JEFFERSON CITY, MO – The American Civil Liberties Union of Missouri announced today that its long-time client Bobby Bostic will be released from prison late next year after having been granted parole. In the meantime, Bostic will be provided courses to ease his re-entry into society. Bostic has been imprisoned since 1995 for a crime he committed when he was just 16 years old.

On one evening in 1995, Bostic and an 18-year-old man robbed several individuals. No one was seriously injured. After a jury convicted Bostic of multiple felonies, Circuit Judge Evelyn Baker sentenced him to 241 years in prison. At the time, Judge Baker felt Bostic was not a likely candidate for rehabilitation and required his sentences to be served consecutively so that he would not be eligible for parole until 2091. Bostic would have had to live to 112 to even be considered for parole. Judge Baker, at the time, intended for Bostic to die in prison.

In 2010, the Supreme Court of the United States held in Graham v. Florida that it is unconstitutional to sentence a juvenile to life without the possibility of parole for nonhomicide crimes. The Court required a minor be given a “meaningful opportunity to obtain release” by showing “that the bad acts he committed as a teenager are not representative of his true character.”

Represented by the ACLU of Missouri, Bostic petitioned Missouri state courts seeking to have an opportunity for release. He was denied relief on a divided Missouri Supreme Court’s reading of Graham as requiring a parole hearing for only those juveniles handed a sentence of life without parole. The court’s majority thought that a sentence that technically makes a juvenile eligible for parole—but not until he is long dead—presented any constitutional issue. The ACLU of Missouri has argued that Bostic’s de facto life sentence should also have qualified him for a parole hearing under Graham.

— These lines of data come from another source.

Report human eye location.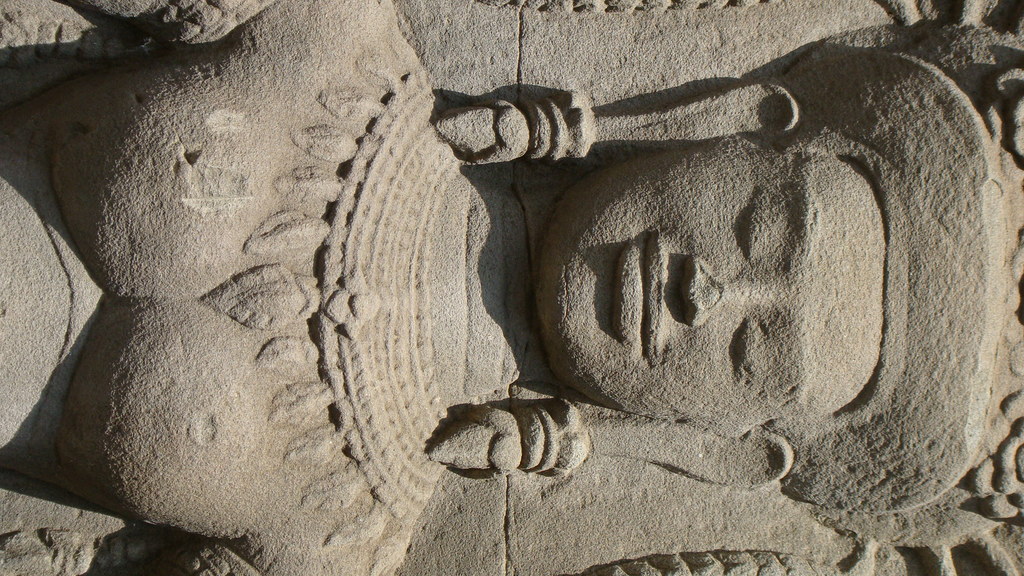
Report: (729,317,765,374).
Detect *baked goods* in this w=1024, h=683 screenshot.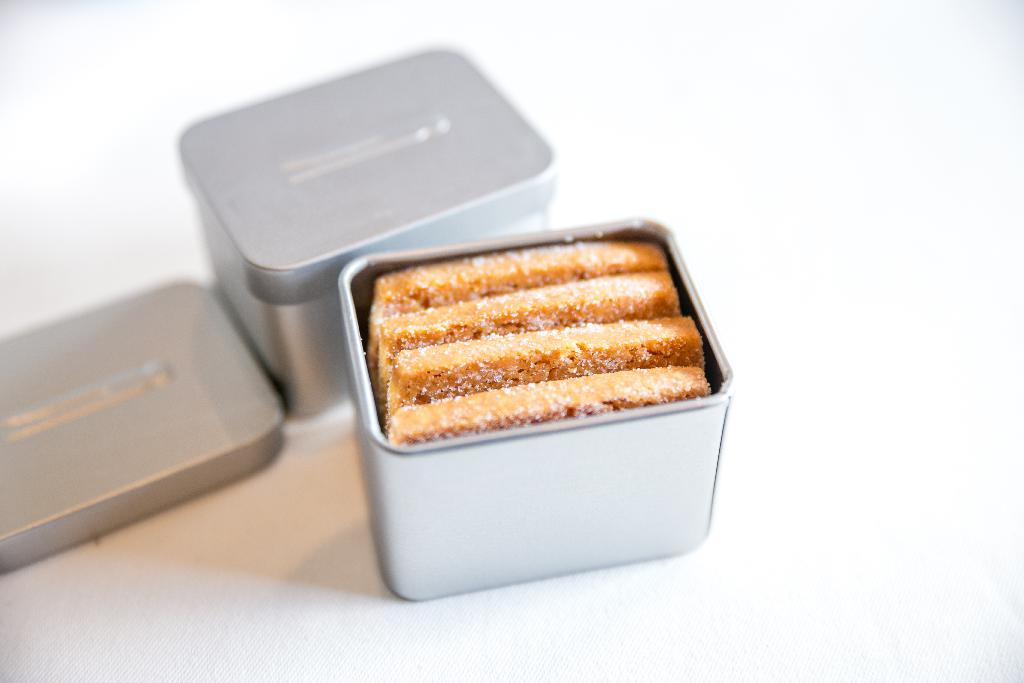
Detection: 383 315 704 436.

In 2018, Bostic’s petition to the Supreme Court of the United States was denied without comment. While the Supreme Court considered the matter, however, Bostic won an important new ally: now-retired Judge Baker, who had sentenced him to life in prison more than twenty years earlier. Baker now understood that beliefs common in the 1990s about youth offenders not being capable of rehabilitation were wrong. She viewed Bostic—who had atoned, improved himself, and learned from his youthful mistakes—as a prime example of those erroneous beliefs.

After court efforts were exhausted, the ACLU worked with Missouri legislators on both sides of the aisle to pass a state statute providing a parole hearing after 15 years in prison to Bostic and the approximately 100 others serving de facto life without parole sentences for nonhomicide crimes they committed as juveniles. The law went into effect on August 28, 2021, and Bostic’s November parole hearing was one of the first under the new law.

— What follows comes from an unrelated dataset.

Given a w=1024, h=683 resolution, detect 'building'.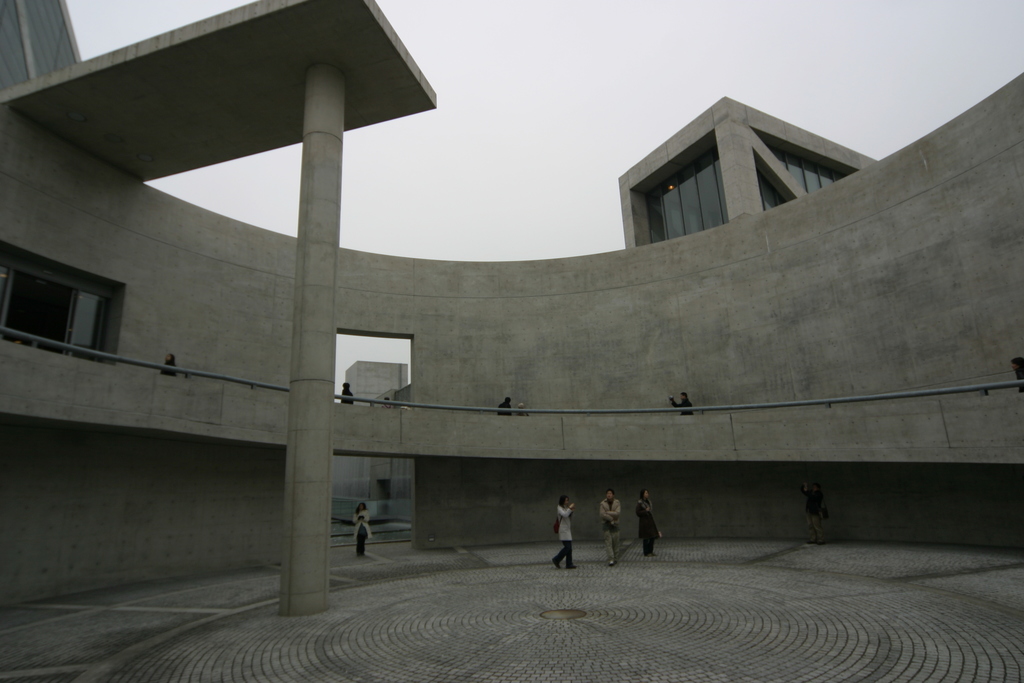
0/0/1023/682.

In preparing for his parole hearing, Bostic was aided by attorneys Kathleen Hardee of Wallace Saunders and Jennifer Eng of Polsinelli in addition to attorneys from the ACLU of Missouri; however, prison rules permitted Bostic to be accompanied at the hearing by just a single advocate. He chose Judge Baker, with whom he had be reunited last year at a prison visit organized by his attorneys. She readily accepted this invitation and advocated for his release at the hearing. Today the parole board announced its decision.

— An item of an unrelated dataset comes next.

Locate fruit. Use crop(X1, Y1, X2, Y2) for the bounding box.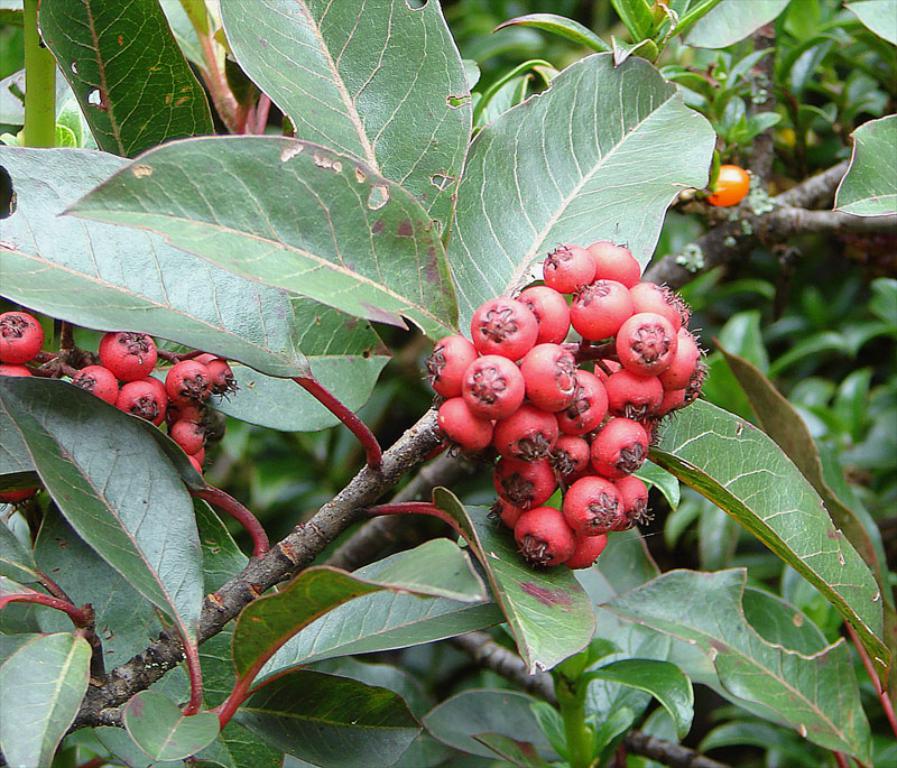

“The prejudices that let us believe as a society that teens who commit crimes are beyond redemption are still borne by those who remained imprisoned decades after mistakes that they made as juveniles,” said Tony Rothert, ACLU of Missouri’s Director of Integrated Advocacy. “While the legislature continues to add to the books laws that push young people from school to prison, Bobby demonstrates what we all know: who we are as children does not forever demarcate who we can become as adults.”